Sunday, August 19, 2012

Performance Nutrition Canine-Style


Bo Steketee.
  Mind Up! generally relates to the cerebral and emotional aspects of athletics.  An important part of developing an optimal mindset for sports is understanding that life beyond athletics exists.  In other words, having interests outside of a specific sport actually helps enhance athletic performance in that sport.   

My two rescue dogs provide me constant entertainment away from the pool deck.  Annie’s unique personality and special needs will be documented in a future entry.  Today’s blog will focus on my male dog whose recent dietary preferences make a swimmer’s appetite appear mild.
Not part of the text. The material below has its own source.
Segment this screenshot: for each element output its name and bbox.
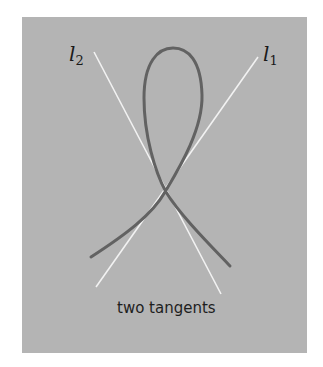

Bo, a 7-year old pitt bull-lab-chow-sharpei, should not be hungry.  After all, he is rarely subjected to dog food.  Instead, he sups on “dog-sagna” (whole wheat penne, tomatoes, and cottage cheese) or macaroni salad (whole wheat macaroni, tuna fish, and carrots).  He enjoys eggs with cheddar for breakfast, and if he has to eat kibble Steve adds milk to turn the meal into a palatable doggie cereal.

Altitude supposedly suppresses the appetite, but Bo has shown no such decrease in hunger since moving to 5,000 feet above sea level in Reno, Nevada.  Instead, he has become obsessed with horse manure.

Several miles from our house there is a lovely park with a playground, paved walking path, dense green grass, and dirt trail for horses.  We know the dirt trail is for horses because of the yellow signs picturing equines and because of the clumps of manure dappling the path.  Bo gobbles those clumps with an enthusiasm reminiscent of Augustus Gloop in the edible garden of Willy Wonka’s chocolate factory.  Straining at the end of his leash, Bo laps up dollops of excrement so quickly that he coughs flecks of manure through his nostrils.  His ability to snatch a bite of poop on the fly puts him on par with the best triathletes grabbing an emergency snack at an aid station.

Bo and his "snack."
We have tried to walk directly in the center of the path to avoid the manure, but a 70-pound pitt mix has remarkable strength when it comes to lunging for an entire mound of his new-found, favorite delicacy.  We have tried asking Bo to “drop it” – but pitt mixes become deaf when focused on eating.  We have not tried – and will not try—to pry open Bo’s jaws to remove a clump of manure.  After watching Bo joyfully chomp an avocado pit I accidentally flung across the kitchen while making dinner, I have no desire to compete with the power of his mandible.  What goes in Bo’s mouth, stays in Bo’s mouth…forever. 

By the end of the walk, Bo is in food coma, walking slowly, deliberately licking the bits of manure strung on his whiskers like rotten pearls.  He clambers into the Prius for the drive home during which his thick tail happily thumps on the backseat as he blesses us with his fragrant dog breath.